Sharps & flats

There's no way you're going to pay $400 for a Duke Ellington box set. Here are five reissues that get to the center of the legend's vast genius.

Published May 28, 1999 4:00PM (EDT)

The end of the 20th century is a curse for critics, forced to make tidy, all-encompassing summations of the first 100 years of jazz. Critic Kevin Whitehead recently made that argument, and he's right, especially when it comes to Duke Ellington, who was born 100 years ago and went on to become one of the most important, and least definable, American composers of the century.

Jazz fans aching to explore the vast scope of Ellington's career and the multiple genres he investigated -- precisely what made his work so impressive -- have several recently released compact disc options. The much talked about 24-disc "Complete RCA/Victor Recordings" box set is an excellent overview, but the $400 price tag is daunting, almost guaranteed to keep all but the most extreme Ellington fan plowing through the jazz section. For the rest of us, the five records just reissued by Columbia/Legacy are superb: five exemplary documents of Ellington's best recordings.
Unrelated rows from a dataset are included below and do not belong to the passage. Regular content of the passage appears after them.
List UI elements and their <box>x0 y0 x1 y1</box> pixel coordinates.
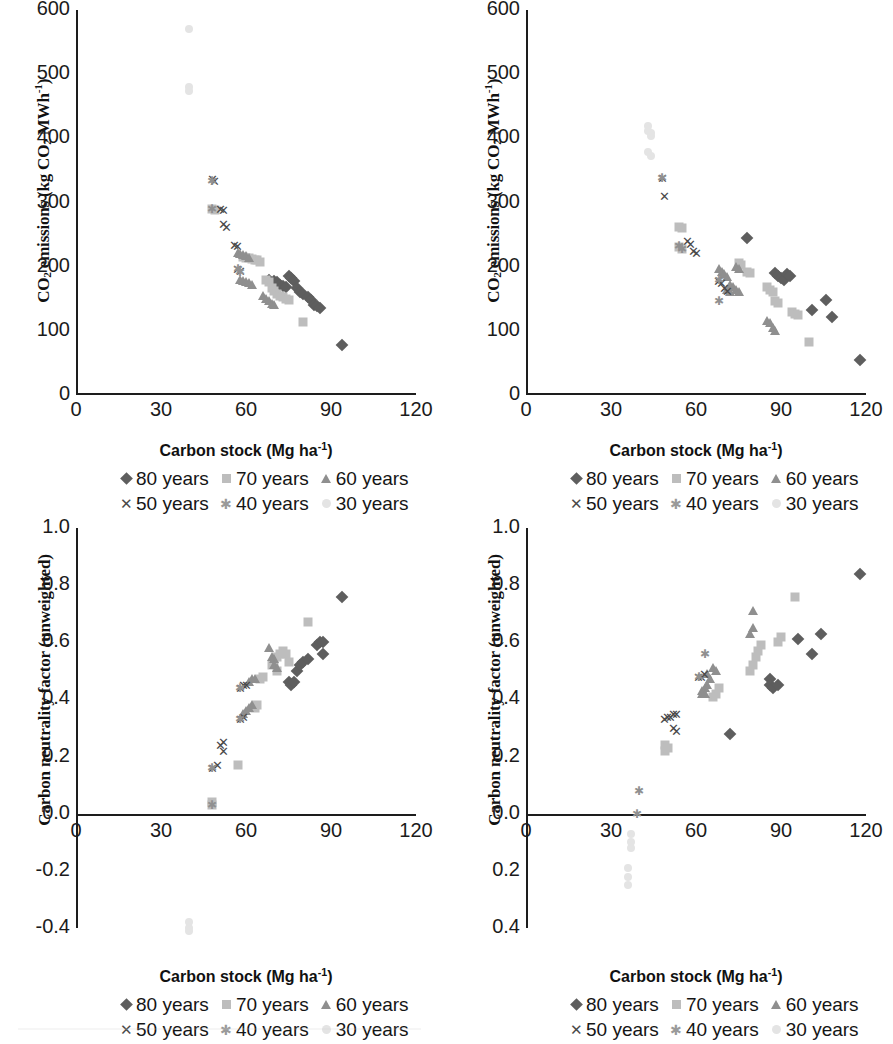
data-point-square <box>714 684 723 693</box>
triangle-marker-icon <box>318 470 335 487</box>
x-tick-label: 120 <box>391 819 441 842</box>
legend-item-80-years[interactable]: 80 years <box>568 994 668 1016</box>
x-tick-label: 0 <box>501 398 551 421</box>
legend-item-60-years[interactable]: 60 years <box>318 994 418 1016</box>
data-point-square <box>768 288 777 297</box>
legend-top-left: 80 years 70 years 60 years ✕50 years ✱40… <box>118 466 418 516</box>
data-point-triangle <box>734 264 744 273</box>
plot-area-bottom-right: ✕✕✕✕✕✕✕✕✕✕✱✱✱✱ 0.40.20.00.20.40.60.81.0 … <box>526 528 866 928</box>
diamond-marker-icon <box>118 470 135 487</box>
data-point-circle <box>185 927 193 935</box>
x-axis-title: Carbon stock (Mg ha-1) <box>96 440 396 461</box>
x-tick-label: 0 <box>501 819 551 842</box>
data-point-diamond <box>826 310 839 323</box>
y-tick-label: 0.2 <box>458 858 520 881</box>
data-point-diamond <box>814 627 827 640</box>
legend-item-70-years[interactable]: 70 years <box>668 994 768 1016</box>
x-tick-label: 120 <box>391 398 441 421</box>
legend-item-60-years[interactable]: 60 years <box>768 994 868 1016</box>
data-point-triangle <box>247 280 257 289</box>
data-point-circle <box>627 844 635 852</box>
legend-item-70-years[interactable]: 70 years <box>218 994 318 1016</box>
y-tick-label: 400 <box>8 125 70 148</box>
y-tick-label: 0.6 <box>8 629 70 652</box>
data-points-bottom-right: ✕✕✕✕✕✕✕✕✕✕✱✱✱✱ <box>526 528 866 928</box>
data-point-star: ✱ <box>207 763 218 774</box>
legend-row-2: ✕50 years ✱40 years 30 years <box>568 1017 868 1042</box>
square-marker-icon <box>218 996 235 1013</box>
legend-item-80-years[interactable]: 80 years <box>568 468 668 490</box>
data-point-star: ✱ <box>207 175 218 186</box>
triangle-marker-icon <box>768 470 785 487</box>
y-tick-label: 0.2 <box>8 744 70 767</box>
x-tick-label: 90 <box>306 819 356 842</box>
panel-bottom-left: Carbon neutrality factor (unweighted) ✕✕… <box>0 510 446 1044</box>
legend-item-40-years[interactable]: ✱40 years <box>668 1019 768 1041</box>
data-point-star: ✱ <box>713 274 724 285</box>
x-tick-label: 90 <box>306 398 356 421</box>
data-point-square <box>794 311 803 320</box>
legend-item-80-years[interactable]: 80 years <box>118 994 218 1016</box>
data-point-diamond <box>336 590 349 603</box>
data-point-square <box>748 661 757 670</box>
data-point-circle <box>624 864 632 872</box>
data-point-triangle <box>748 623 758 632</box>
data-point-circle <box>647 152 655 160</box>
star-marker-icon: ✱ <box>668 1021 685 1038</box>
legend-row-1: 80 years 70 years 60 years <box>568 992 868 1017</box>
data-point-circle <box>185 25 193 33</box>
y-tick-label: 100 <box>8 318 70 341</box>
y-tick-label: 0.8 <box>458 572 520 595</box>
data-point-diamond <box>806 304 819 317</box>
diamond-marker-icon <box>118 996 135 1013</box>
data-point-star: ✱ <box>235 266 246 277</box>
data-point-diamond <box>724 727 737 740</box>
legend-item-70-years[interactable]: 70 years <box>218 468 318 490</box>
data-point-star: ✱ <box>657 173 668 184</box>
legend-item-50-years[interactable]: ✕50 years <box>568 1019 668 1041</box>
y-tick-label: 1.0 <box>8 515 70 538</box>
x-axis-title: Carbon stock (Mg ha-1) <box>546 440 846 461</box>
x-axis-title: Carbon stock (Mg ha-1) <box>96 966 396 987</box>
plot-area-top-left: ✕✕✕✕✕✕✕✕✕✕✱✱✱✱ 0100200300400500600 03060… <box>76 10 416 395</box>
data-point-square <box>805 338 814 347</box>
legend-item-60-years[interactable]: 60 years <box>318 468 418 490</box>
data-point-star: ✱ <box>631 808 642 819</box>
legend-item-70-years[interactable]: 70 years <box>668 468 768 490</box>
data-point-square <box>298 317 307 326</box>
x-tick-label: 90 <box>756 398 806 421</box>
x-tick-label: 120 <box>841 819 891 842</box>
circle-marker-icon <box>768 1021 785 1038</box>
y-tick-label: 0.4 <box>458 686 520 709</box>
x-tick-label: 60 <box>671 398 721 421</box>
legend-item-30-years[interactable]: 30 years <box>768 1019 868 1041</box>
y-tick-label: 0.2 <box>458 744 520 767</box>
data-point-diamond <box>854 354 867 367</box>
panel-top-left: CO2 emissions (kg CO2 MWh-1) ✕✕✕✕✕✕✕✕✕✕✱… <box>0 0 446 510</box>
legend-item-80-years[interactable]: 80 years <box>118 468 218 490</box>
data-point-star: ✱ <box>713 296 724 307</box>
y-tick-label: 300 <box>8 190 70 213</box>
y-tick-label: 0.6 <box>458 629 520 652</box>
diamond-marker-icon <box>568 470 585 487</box>
y-tick-label: 500 <box>458 61 520 84</box>
y-tick-label: 200 <box>458 254 520 277</box>
x-tick-label: 90 <box>756 819 806 842</box>
y-tick-label: 0.4 <box>458 915 520 938</box>
data-point-square <box>304 618 313 627</box>
y-tick-label: 100 <box>458 318 520 341</box>
x-tick-label: 120 <box>841 398 891 421</box>
legend-item-60-years[interactable]: 60 years <box>768 468 868 490</box>
x-tick-label: 30 <box>136 819 186 842</box>
data-point-square <box>677 224 686 233</box>
y-tick-label: 600 <box>8 0 70 20</box>
x-axis-title: Carbon stock (Mg ha-1) <box>546 966 846 987</box>
triangle-marker-icon <box>318 996 335 1013</box>
data-point-circle <box>624 881 632 889</box>
data-point-triangle <box>711 666 721 675</box>
x-tick-label: 30 <box>136 398 186 421</box>
data-point-x: ✕ <box>232 241 243 252</box>
data-point-triangle <box>770 326 780 335</box>
data-point-x: ✕ <box>691 247 702 258</box>
plot-area-bottom-left: ✕✕✕✕✕✕✕✕✕✕✱✱✱✱ -0.4-0.20.00.20.40.60.81.… <box>76 528 416 928</box>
All five recordings contain the original albums in full and feature sound quality improvements that, in some cases, are years overdue ("Such Sweet Thunder" is in stereo for the first time). Each album also includes several alternate takes, unreleased songs from the same sessions, new liner notes, photos and sometimes hilarious studio chatter (Duke scouring the room for Count Basie in the "Take the 'A' Train" session).
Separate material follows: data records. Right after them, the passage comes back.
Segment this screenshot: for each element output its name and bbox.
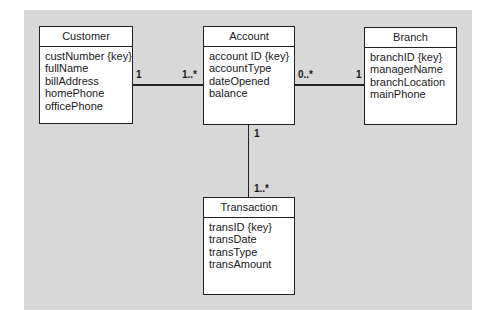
class-account: Account account ID {key} accountType dat… <box>203 26 295 125</box>
attribute: transID {key} <box>209 221 294 233</box>
attribute: managerName <box>370 63 456 75</box>
attribute: mainPhone <box>370 88 456 100</box>
association-account-transaction <box>248 124 250 198</box>
attribute: homePhone <box>45 87 132 99</box>
class-name: Branch <box>365 28 456 48</box>
attribute: fullName <box>45 62 132 74</box>
class-customer: Customer custNumber {key} fullName billA… <box>39 26 133 124</box>
multiplicity-customer-side: 1 <box>136 70 142 80</box>
attribute: balance <box>209 87 294 99</box>
multiplicity-account-side-transaction: 1 <box>254 129 260 139</box>
multiplicity-branch-side: 1 <box>356 70 362 80</box>
class-name: Account <box>204 27 294 47</box>
attribute: transAmount <box>209 258 294 270</box>
attribute: dateOpened <box>209 75 294 87</box>
multiplicity-account-side-customer: 1..* <box>182 70 197 80</box>
class-branch: Branch branchID {key} managerName branch… <box>364 27 457 125</box>
class-name: Transaction <box>204 198 294 218</box>
class-attributes: account ID {key} accountType dateOpened … <box>204 47 294 100</box>
attribute: billAddress <box>45 75 132 87</box>
attribute: branchID {key} <box>370 51 456 63</box>
attribute: account ID {key} <box>209 50 294 62</box>
attribute: branchLocation <box>370 76 456 88</box>
attribute: accountType <box>209 62 294 74</box>
class-transaction: Transaction transID {key} transDate tran… <box>203 197 295 295</box>
association-account-branch <box>293 84 365 86</box>
attribute: transDate <box>209 233 294 245</box>
multiplicity-account-side-branch: 0..* <box>298 70 313 80</box>
class-attributes: branchID {key} managerName branchLocatio… <box>365 48 456 101</box>
class-name: Customer <box>40 27 132 47</box>
class-attributes: transID {key} transDate transType transA… <box>204 218 294 271</box>
multiplicity-transaction-side: 1..* <box>254 184 269 194</box>
association-customer-account <box>132 84 204 86</box>
class-attributes: custNumber {key} fullName billAddress ho… <box>40 47 132 112</box>
attribute: custNumber {key} <box>45 50 132 62</box>
attribute: transType <box>209 246 294 258</box>
attribute: officePhone <box>45 100 132 112</box>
"Ellington at Newport 1956 (Complete)" -- two CDs loaded with new material from one of his most legendary live performances -- is probably the best pick for Ellington aficionados. It's the kind of album that rights a notorious wrong: As producer Phil Shaap points out in the excellent liner notes, the original "Ellington at Newport" record only featured a few cuts from the concert that revitalized his sagging career. (The rest of the album was assembled from studio recordings.) The new release sequences the entire concert in the correct order -- including saxophonist Paul Gonsalves' famous 27-chorus solo on "Diminuendo and Crescendo in Blue," which inspired a near riot in the audience -- and then adds the studio recordings at the end of the second disc. The new material is worth the wait. And it's still amazing to listen to the pandemonium in the crowd during and after Gonsalves' solo (can anyone imagine riot-prevention announcements like those that follow "Diminuendo" at a jazz concert nowadays?).

The rest of the reissues are equally enchanting. "Meets Count Basie" is exhilarating big band swing, with Duke and Basie's bands together in one studio, sounding like a tremendous, impossibly in-tune, 40-person beast. "Black, Brown and Beige," the large-scale suite that Ellington described in 1943 as a "tone parallel to the history of the American Negro," is absolutely majestic (the added track of Mahalia Jackson's a cappella "Come Sunday" is worth the disc's price itself). The outtakes on "Anatomy of a Murder," the soundtrack to Otto Preminger's 1959 courtroom drama classic, are fascinating, since so much of Ellington's ambitious, constantly shifting score didn't make it into the movie.

The five discs, as good as they are, don't even touch the enormity of Ellington's varied body of work. But since it's doubtful that anything could -- even a $400 24-disc set -- old and new Ellington listeners alike would be hard-pressed to find five better places to start.


By Ezra Gale

Ezra Gale is a freelance writer and musician in San Francisco.